The veteran's service-connected hemorrhoids and left wrist sprain have been granted compensable evaluations. Service connection for neck strain has also been established, but the other issues remain unresolved.
The deciding factor: Service connection was established for the service-connected conditions (hemorrhoids and left wrist sprain) based on their direct relationship to service without any need for additional evidence or specific exposure factors.
- Claimed conditions
- hemorrhoids, left wrist sprain, neck strain, shoulder disorder, seborrheic dermatitis, low back strain
- How they argued it
- Direct service connection
- Exposure basis
- None
- Rating assigned
- None in this decision
- Decision date
- July 13, 2000
- Citation
- 0018380
This is a plain-language summary generated by AI from a public Board of Veterans’ Appeals decision. It can contain errors — always verify against the original. Look up the original decision on VA.gov (opens in a new tab) using citation 0018380.
What this means for you
A partial grant means some issues were granted while others were denied or remanded — common in multi-issue claims. Look at which issues went which way, and how each was argued.
What you can do next
Related decisions
Other Board decisions on a similar condition or argued the same way.
- Remanded (sent back)
The Board remands the claim for a medical examination to determine if the Veteran's current neck strain is related to his in-service activities.
- Dismissed
The appeal for service connection for a left wrist condition was dismissed due to concurrent election of higher-level review. The claims for an initial compensable rating for bilateral pes planus, and for service connection for hearing loss, neck strain, and dermatitis were denied.
- Remanded (sent back)
The Board remands the claim for service connection for hemorrhoids due to a pre-decisional duty to assist error, requiring an additional direct medical opinion.
- Dismissed
The appeal concerning the service connection for various conditions and the propriety of a rating reduction has been withdrawn by the Appellant.
We are not the VA. Veterans’ Rights is an independent resource built for veterans. We are not the U.S. Department of Veterans Affairs, not part of the government, and not endorsed by any government agency.
This is general information, not legal advice. For advice about your own situation, talk to a VA-accredited representative — many help for free.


Task details: Only the lines from the one containing "The height and width of the screenshot is (669, 1398)." through the last line below belong in your copy; transcribe them exactly and omit any pictures.
[Opening Recorded information section]
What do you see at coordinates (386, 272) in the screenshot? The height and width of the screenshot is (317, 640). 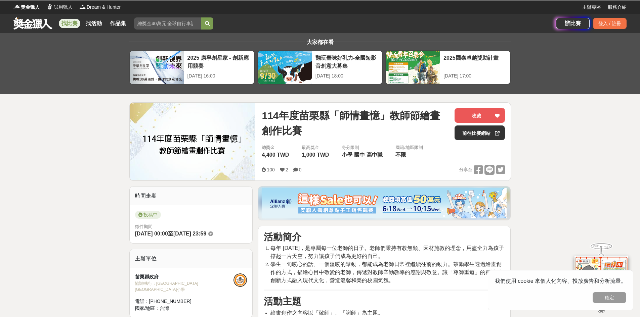 I see `span: 學生一句暖心的話、一個溫暖的舉動，都能成為老師日常裡繼續往前的動力。鼓勵學生透過繪畫創作的方式，描繪心目中敬愛的老師，傳遞對教師辛勤教導的感謝與敬意。讓「尊師重道」的精神以創新方式融入現代文化，...` at bounding box center [386, 272].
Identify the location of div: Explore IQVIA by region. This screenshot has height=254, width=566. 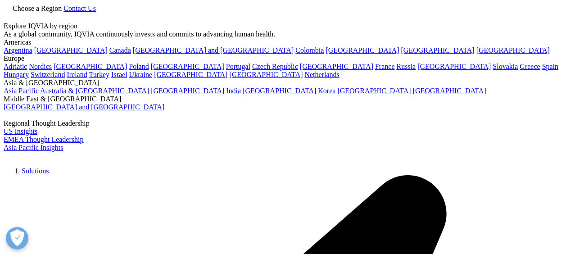
(283, 26).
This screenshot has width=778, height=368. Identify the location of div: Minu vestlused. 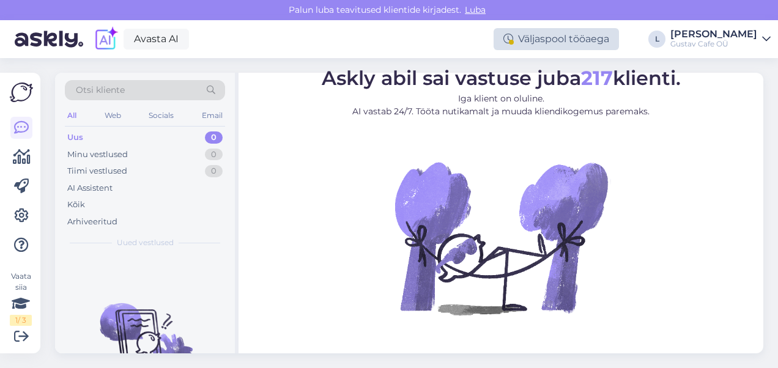
(97, 155).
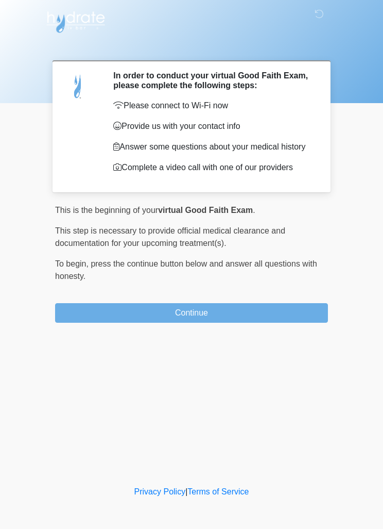  I want to click on span: This step is necessary to provide official medical clearance and documentation for your upcoming ..., so click(170, 237).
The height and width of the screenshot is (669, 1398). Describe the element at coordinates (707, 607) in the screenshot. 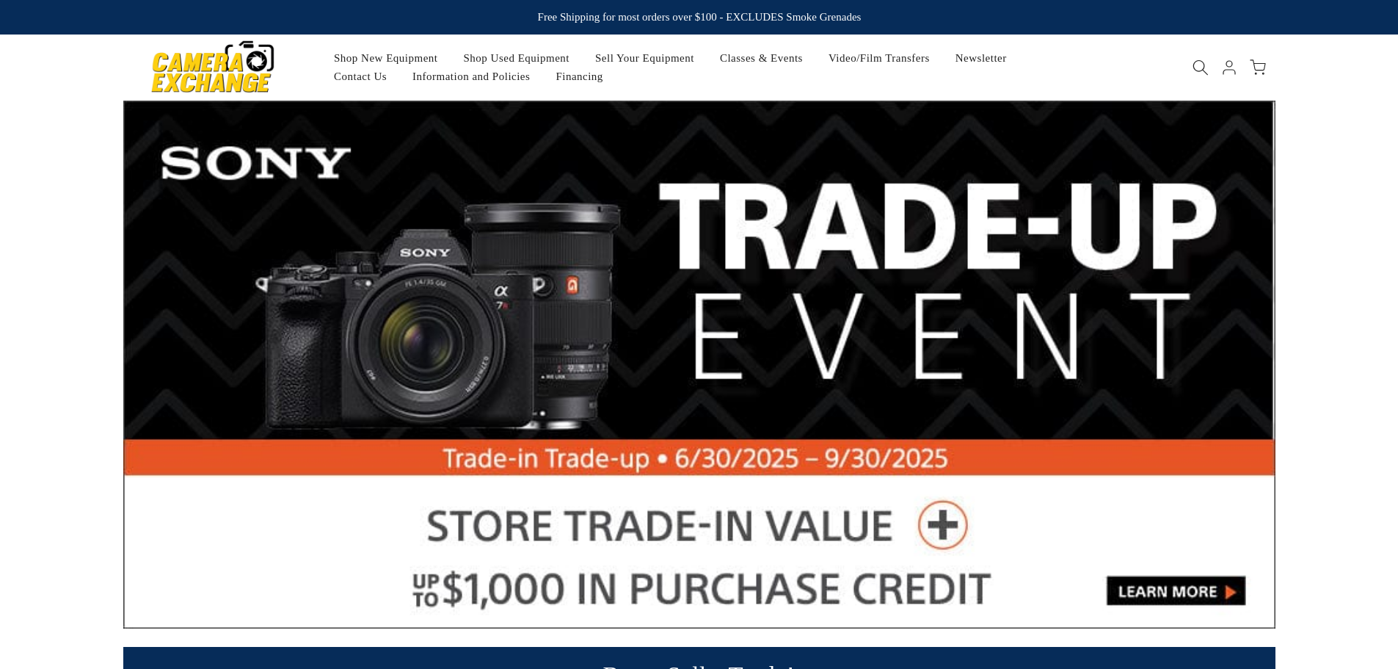

I see `li: Page dot 4` at that location.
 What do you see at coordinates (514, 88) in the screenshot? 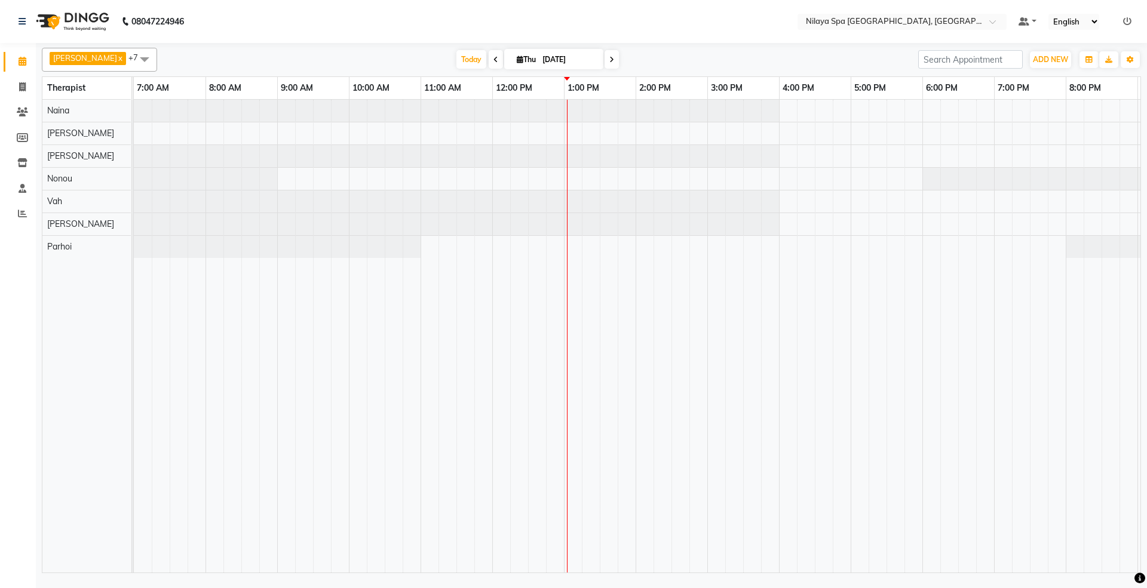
[Closing Recorded information section]
Finished task:
The height and width of the screenshot is (669, 1398). Describe the element at coordinates (707, 607) in the screenshot. 

I see `li: Page dot 4` at that location.
 What do you see at coordinates (514, 88) in the screenshot? 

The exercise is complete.